▶ YOUR INSTRUCTIONS:
Your answer should be the lines from the start of the records through the line with "This screenshot has", copied word for word.

Source records
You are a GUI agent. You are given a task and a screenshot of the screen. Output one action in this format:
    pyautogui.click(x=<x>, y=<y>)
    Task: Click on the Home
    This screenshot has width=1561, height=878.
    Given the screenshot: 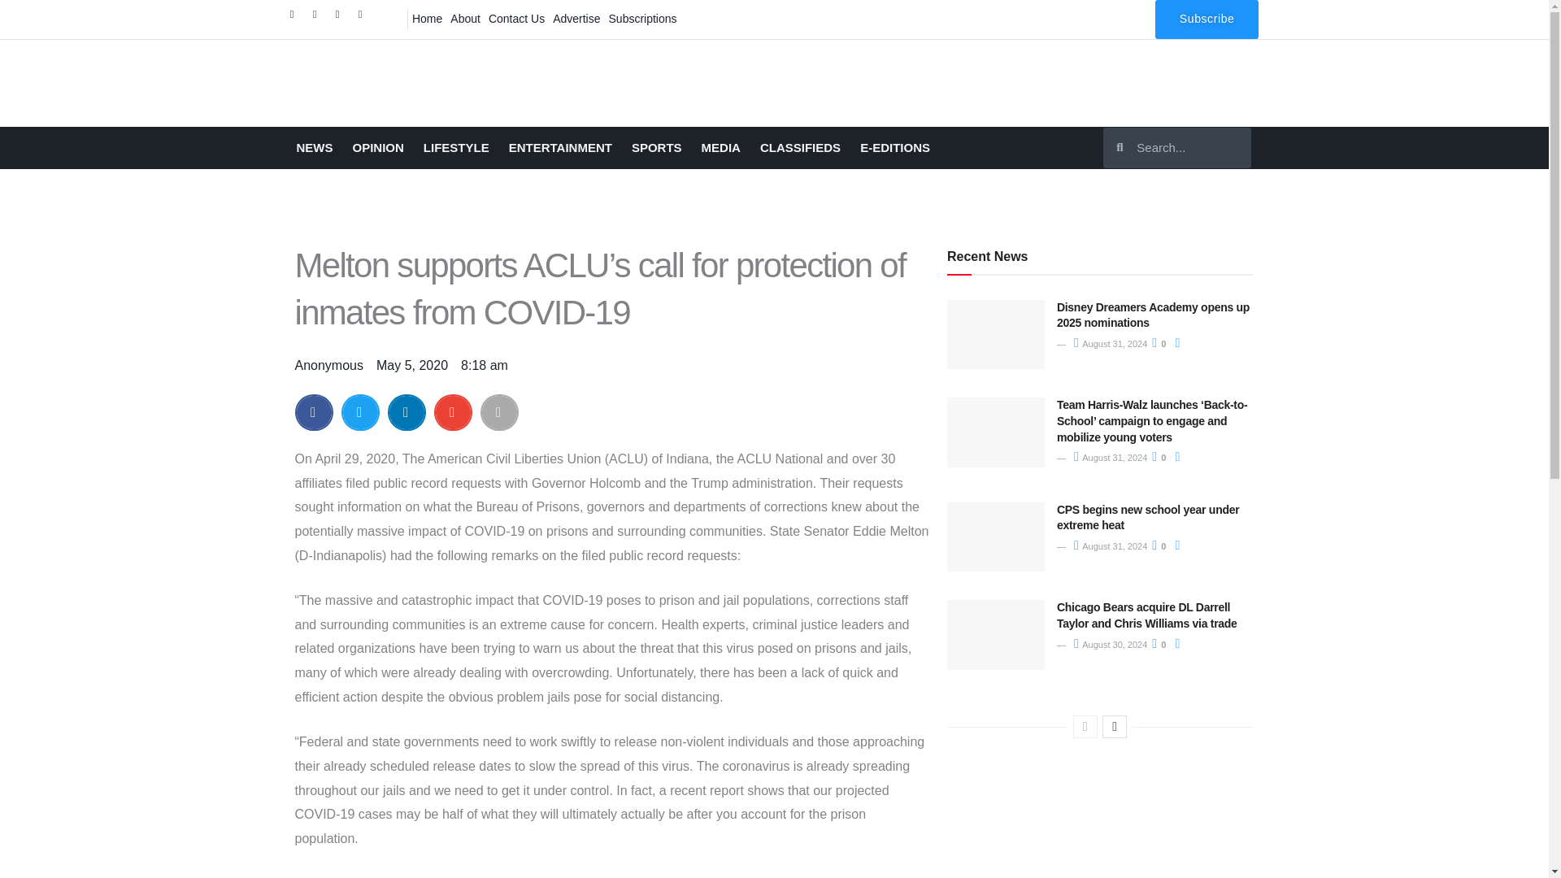 What is the action you would take?
    pyautogui.click(x=427, y=18)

▶ ANSWER BELOW:
You are a GUI agent. You are given a task and a screenshot of the screen. Output one action in this format:
    pyautogui.click(x=<x>, y=<y>)
    Task: Click on the Home
    This screenshot has width=1561, height=878.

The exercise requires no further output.